A concordant igneous intrusion that has arched up the strata into which it was injected, so that it forms a pod-shaped or lens-shaped body with a generally horizontal floor.
A body of igneous rocks with a flat bottom and domed top. It is parallel to the layers above and below it.
It is the lenticular mass of an igneous rock that is stuck between layers of sedimentary rock.
a blister-shaped intrusion
a large mass of igneous rock which is intruded through sedimentary rock beds but does not actually reach the surface, producing a rounded bulge in the sedimentary layers above
a large mushroom shaped intrusion of granite, so it is a kind of pluton
an intrusion of hot magma from deep within the earth that never reaches the surface
a pocket of magma that became trapped in the rocks layers before it reached the surface
a small magma chamber at shallow depth (roughly lens shaped)

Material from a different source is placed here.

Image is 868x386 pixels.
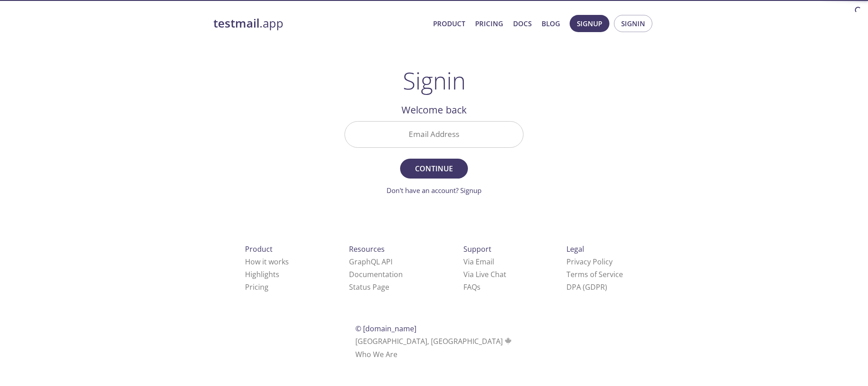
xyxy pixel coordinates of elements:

A concordant igneous intrusion that has domed the overlying rocks and has a known or assumed flat floor and a postulated dikelike feeder beneath its thickest point. It is roughly circular in plan, less than five miles in diameter, and from a few feet to several hundred feet in thickness.
A blister of magma that forces the overlying rocks into a dome.

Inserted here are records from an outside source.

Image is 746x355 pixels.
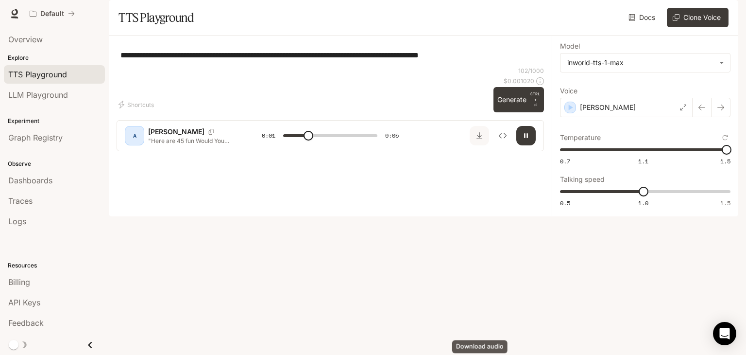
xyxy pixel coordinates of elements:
[118,8,194,27] h1: TTS Playground
[25,4,79,23] button: All workspaces
[560,176,605,183] p: Talking speed
[148,136,238,145] p: "Here are 45 fun Would You Rather questions — choose wisely and comment your answers below! Let’s...
[530,91,540,102] p: CTRL +
[493,87,544,112] button: GenerateCTRL +⏎
[262,131,275,140] span: 0:01
[560,87,577,94] p: Voice
[204,129,218,135] button: Copy Voice ID
[720,199,730,207] span: 1.5
[638,157,648,165] span: 1.1
[40,10,64,18] p: Default
[713,322,736,345] div: Open Intercom Messenger
[567,58,714,68] div: inworld-tts-1-max
[667,8,728,27] button: Clone Voice
[470,126,489,145] button: Download audio
[452,340,508,353] div: Download audio
[148,127,204,136] p: [PERSON_NAME]
[560,134,601,141] p: Temperature
[560,43,580,50] p: Model
[720,132,730,143] button: Reset to default
[385,131,399,140] span: 0:05
[580,102,636,112] p: [PERSON_NAME]
[560,157,570,165] span: 0.7
[720,157,730,165] span: 1.5
[127,128,142,143] div: A
[560,199,570,207] span: 0.5
[626,8,659,27] a: Docs
[560,53,730,72] div: inworld-tts-1-max
[530,91,540,108] p: ⏎
[493,126,512,145] button: Inspect
[504,77,534,85] p: $ 0.001020
[518,67,544,75] p: 102 / 1000
[638,199,648,207] span: 1.0
[117,97,158,112] button: Shortcuts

A concordant intrusive body that has domed up the overlying rocks.
A laccolith (also called a plutonic formation or an igneous intrusion) is a formation in which magma (molten rock) is trapped beneath the surface of the Earth and pushes the rock located above it into a dome shape. It has a flat base and a convex upper surface. The magma cools and solidifies, and eventually, it is exposed (as the fractured sedimentary rock above it erodes away). Laccolith means "cistern stone" in Greek.
A laccolith is an igneous intrusion (or concordant pluton) that has been injected between two layers of sedimentary rock. The pressure of the magma is high enough that the overlying strata are forced upward, giving the laccolith a dome or mushroom-like form with a generally planar base.